Grimm’s Fairy Tales
From March onwards, Hockney is engrossed in a new series of 39 etchings, Illustrations for Six Fairy Tales from the Brothers Grimm, so much so that he makes very few paintings for the rest of the year. He works with Paul Cornwall-Jones, [NESTED]who has recently established Petersburg Press, and Maurice Payne does the printing. Reviewing Kasmin Limited’s exhibition of Six Fairy Tales for the Observer, Nigel Gosling writes: “The images are odd and touching at the same time …. Anybody (particularly if he also appreciates fine engraving) who sighs for the hard innocence of childhood and the weightless flight of its dreams should get a look at these little visions.” Aside from the editioned portfolios, a miniature book is published by Oxford University Press in a planned edition of 2,000; ultimately, more than 150,000 copies are sold.

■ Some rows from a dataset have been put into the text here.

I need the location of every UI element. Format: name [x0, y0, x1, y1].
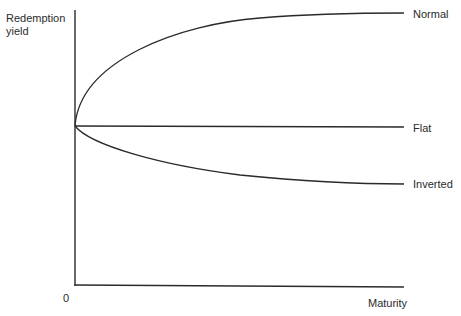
normal-curve-label: Normal: [413, 8, 448, 21]
origin-label: 0: [63, 292, 69, 305]
yield-curve-diagram: [0, 0, 461, 316]
normal-curve: [75, 13, 404, 126]
inverted-curve-label: Inverted: [413, 178, 453, 191]
y-axis-label-line2: yield: [6, 25, 29, 38]
flat-curve-label: Flat: [413, 122, 431, 135]
x-axis-label: Maturity: [368, 297, 407, 310]
y-axis-label-line1: Redemption: [6, 12, 65, 25]
x-axis: [74, 285, 404, 287]
inverted-curve: [75, 126, 404, 184]
flat-curve: [75, 126, 404, 127]
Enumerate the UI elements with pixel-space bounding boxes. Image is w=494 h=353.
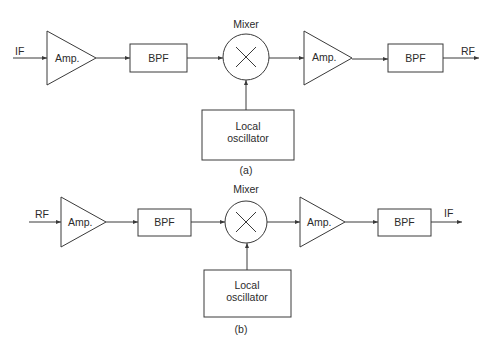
amplifier-label: Amp. [312,51,337,63]
mixer-label: Mixer [233,18,259,30]
mixer-label: Mixer [233,183,259,195]
output-label: IF [444,207,453,219]
amplifier-1: Amp. [61,197,106,247]
diagram-b: RF Amp. BPF Mixer Local oscillator (b) A [29,183,462,335]
bandpass-filter-2: BPF [388,44,443,72]
amplifier-1: Amp. [47,31,96,85]
oscillator-label-line1: Local [235,120,260,132]
diagram-a: IF Amp. BPF Mixer Local oscillator (a) [13,18,479,176]
oscillator-label-line1: Local [234,279,259,291]
filter-label: BPF [148,52,168,64]
input-label: IF [15,45,24,57]
amplifier-label: Amp. [55,52,80,64]
block-diagram-canvas: IF Amp. BPF Mixer Local oscillator (a) [0,0,494,353]
amplifier-2: Amp. [300,197,345,247]
bandpass-filter-2: BPF [378,209,431,236]
oscillator-label-line2: oscillator [226,291,268,303]
input-label: RF [35,208,49,220]
filter-label: BPF [154,216,174,228]
filter-label: BPF [405,52,425,64]
mixer: Mixer [225,183,267,243]
amplifier-2: Amp. [304,31,352,85]
bandpass-filter-1: BPF [130,44,187,72]
amplifier-label: Amp. [68,216,93,228]
caption-b: (b) [235,323,248,335]
filter-label: BPF [394,216,414,228]
caption-a: (a) [240,164,253,176]
mixer: Mixer [223,18,269,80]
local-oscillator: Local oscillator [204,270,291,317]
oscillator-label-line2: oscillator [227,132,269,144]
amplifier-label: Amp. [307,216,332,228]
local-oscillator: Local oscillator [202,110,294,160]
bandpass-filter-1: BPF [138,209,191,236]
output-label: RF [461,45,475,57]
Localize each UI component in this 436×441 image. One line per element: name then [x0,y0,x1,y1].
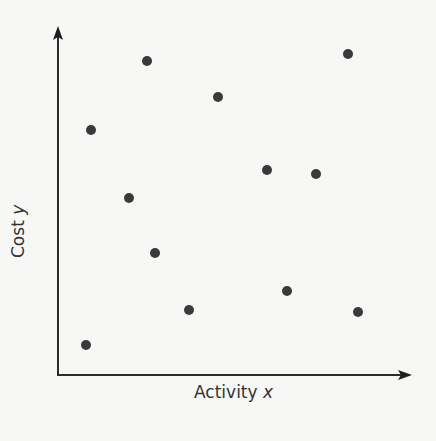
x-axis-label-text: Activity [194,382,263,402]
data-point [343,49,353,59]
axes [53,26,412,380]
data-point [311,169,321,179]
scatter-chart: Activity x Cost y [0,0,436,441]
y-axis-label: Cost y [8,205,28,258]
plot-area [0,0,436,441]
data-point [184,305,194,315]
data-point [81,340,91,350]
data-point [142,56,152,66]
data-points [81,49,363,350]
data-point [124,193,134,203]
y-axis-label-text: Cost [8,215,28,258]
data-point [262,165,272,175]
data-point [213,92,223,102]
data-point [282,286,292,296]
x-axis-label: Activity x [194,382,273,402]
y-axis-variable: y [8,205,28,215]
data-point [150,248,160,258]
data-point [86,125,96,135]
data-point [353,307,363,317]
x-axis-variable: x [263,382,273,402]
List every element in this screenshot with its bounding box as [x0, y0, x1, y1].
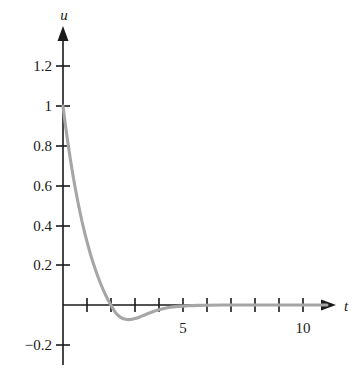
chart-figure: 1.2 1 0.8 0.6 0.4 0.2 −0.2 5 10 u t	[0, 0, 360, 383]
y-tick-label-1: 1	[45, 98, 53, 114]
y-tick-label-0.8: 0.8	[33, 138, 52, 154]
y-tick-label-0.6: 0.6	[33, 178, 52, 194]
y-tick-label-1.2: 1.2	[33, 58, 52, 74]
x-axis-tick-labels: 5 10	[179, 320, 310, 336]
y-tick-label-0.2: 0.2	[33, 257, 52, 273]
y-tick-label--0.2: −0.2	[25, 337, 52, 353]
x-tick-label-10: 10	[296, 320, 311, 336]
x-tick-label-5: 5	[179, 320, 187, 336]
y-axis-arrow-icon	[58, 26, 69, 41]
y-axis-tick-labels: 1.2 1 0.8 0.6 0.4 0.2 −0.2	[25, 58, 53, 353]
y-tick-label-0.4: 0.4	[33, 218, 52, 234]
plot-area: 1.2 1 0.8 0.6 0.4 0.2 −0.2 5 10 u t	[0, 0, 360, 383]
y-axis-label: u	[60, 7, 68, 23]
x-axis-label: t	[344, 298, 349, 314]
data-curve-u	[63, 106, 327, 320]
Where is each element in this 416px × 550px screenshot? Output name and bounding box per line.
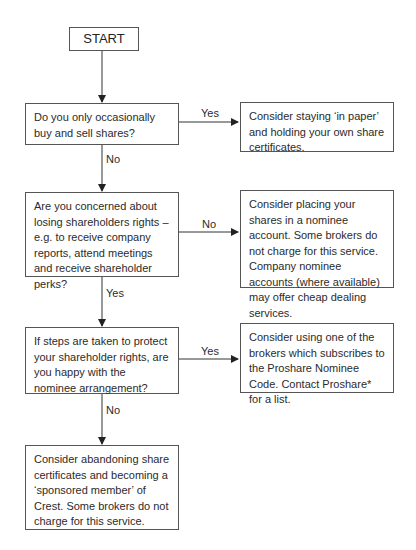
question-box-2: Are you concerned about losing sharehold…	[25, 192, 179, 277]
outcome-text: Consider staying ‘in paper’ and holding …	[249, 110, 384, 153]
question-text: If steps are taken to protect your share…	[34, 335, 169, 394]
edge-label-q2-yes: Yes	[106, 287, 124, 299]
outcome-box-1: Consider staying ‘in paper’ and holding …	[240, 102, 394, 152]
outcome-box-4: Consider abandoning share certificates a…	[25, 445, 179, 530]
outcome-text: Consider abandoning share certificates a…	[34, 453, 169, 527]
question-box-3: If steps are taken to protect your share…	[25, 327, 179, 394]
question-text: Are you concerned about losing sharehold…	[34, 200, 169, 290]
question-box-1: Do you only occasionally buy and sell sh…	[25, 103, 179, 145]
start-label: START	[83, 31, 124, 46]
edge-label-q3-yes: Yes	[201, 345, 219, 357]
outcome-box-3: Consider using one of the brokers which …	[240, 323, 394, 393]
outcome-box-2: Consider placing your shares in a nomine…	[240, 190, 394, 288]
edge-label-q3-no: No	[106, 404, 120, 416]
start-node: START	[69, 27, 139, 51]
question-text: Do you only occasionally buy and sell sh…	[34, 111, 155, 139]
edge-label-q1-yes: Yes	[201, 107, 219, 119]
edge-label-q1-no: No	[106, 153, 120, 165]
edge-label-q2-no: No	[202, 218, 216, 230]
outcome-text: Consider placing your shares in a nomine…	[249, 198, 380, 319]
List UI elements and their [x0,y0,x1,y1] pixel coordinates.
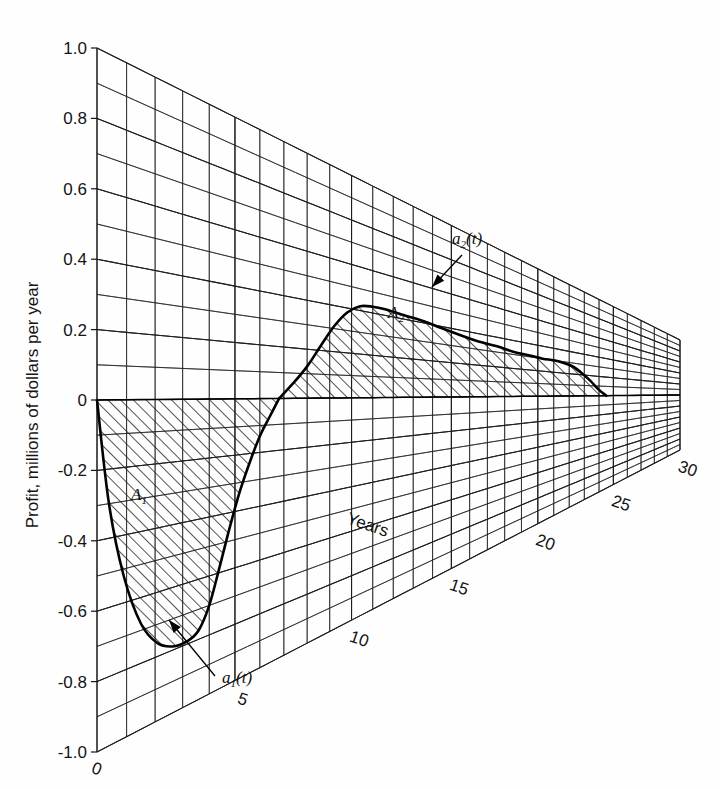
x-tick-label: 5 [235,689,250,710]
y-axis-tick-labels: 1.00.80.60.40.20-0.2-0.4-0.6-0.8-1.0 [58,39,97,762]
y-tick-label: 0.4 [63,250,87,269]
y-tick-label: 0.8 [63,109,87,128]
y-tick-label: -0.6 [58,602,87,621]
y-tick-label: 0.2 [63,321,87,340]
label-a2: a2(t) [452,229,482,250]
label-a1: a1(t) [222,668,252,689]
area-a2-hatching [0,0,720,789]
x-tick-label: 25 [609,491,633,515]
svg-text:A2: A2 [387,303,404,324]
x-tick-label: 20 [534,530,558,554]
y-tick-label: 1.0 [63,39,87,58]
y-tick-label: -0.2 [58,461,87,480]
x-tick-label: 15 [447,575,471,599]
cash-flow-perspective-chart: 1.00.80.60.40.20-0.2-0.4-0.6-0.8-1.0 051… [0,0,720,789]
y-axis-title: Profit, millions of dollars per year [23,281,42,528]
x-tick-label: 30 [676,457,700,481]
figure-canvas: 1.00.80.60.40.20-0.2-0.4-0.6-0.8-1.0 051… [0,0,720,789]
y-tick-label: -1.0 [58,743,87,762]
y-tick-label: 0.6 [63,180,87,199]
area-label-A2: A2 [387,303,404,324]
x-tick-label: 10 [347,627,371,651]
y-tick-label: -0.8 [58,673,87,692]
y-tick-label: 0 [78,391,87,410]
y-tick-label: -0.4 [58,532,87,551]
x-tick-label: 0 [89,758,104,779]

They’re fascinating, the little stories, told in a very simple, direct, straightforward language and style; it was this simplicity that attracted me. They cover quite a strange range of experience, from the magical to the moral. My choice of stories was occasionally influenced by how I might illustrate them. For example, Old Rinkrank was included because the story begins with the sentence, "A King built a glass mountain." I loved the idea of finding how you draw a glass mountain; it was a little graphic problem. I included other stories simply because they were strange.
The Little Sea Hare
Fundevogel
Rapunzel
They’re more complex than my previous etchings. First of all, instead of using aquatints to get tone I decided on a method of cross-hatching, which I used throughout. I just stumbled across it, and thought it was quite a good way to do it. And then I found that you can get a very rich black by cross-hatching, then etching, then putting wax on again, and then drawing another cross-hatching on top on another, on another; the ink gets very thick …. It was a step forward for me in etching techniques.
The Boy Who Left Home to Learn Fear
Old Rinkrank
Rumpelstilzchen
Holiday in France
Hockney and Peter Schlesinger holiday over the summer with Patrick Procktor in the South of France; and with Celia Birtwell, Ossie Clark, Paul Kasmin, and Henry Geldzahler at Le Nid du Duc. In September, they visit the spa town of Vichy, before returning to London, where Hockney is the best man at the wedding of Birtwell and Clark. He immediately begins [NESTED]making sketches for the newlyweds’ double-portrait. He is also planning a painting from photographs taken in the park at Vichy. Painting is very much on Hockney’s mind despite Powis Terrace’s present status as an etching studio.
Exhibitions
Solo
- Paintings and Prints by David Hockney, Whitworth Art Gallery, Manchester, UK (Feb 21–Mar 15); catalogue.
- David Hockney, André Emmerich Gallery, New York, NY, USA (Apr 26–May 15).
- Etchings, Kasmin Limited, London, UK (opens Dec 10, 1969).
Group
- Marks on a Canvas, Museum am Ostwall, Dortmund, Germany (May 18–Jul 13), travels to Kunstverein Hanover (Aug 10–Sep 7) and Museum des 20. Jahrhunderts, Vienna (Sep 27–Nov 9); catalogue.
Publications
Publications
- Exhibition of Paintings and Prints by David Hockney, Whitworth Art Gallery.
- Marks on a Canvas, Museum des 20 Jahrunderts, Vienna, Austria.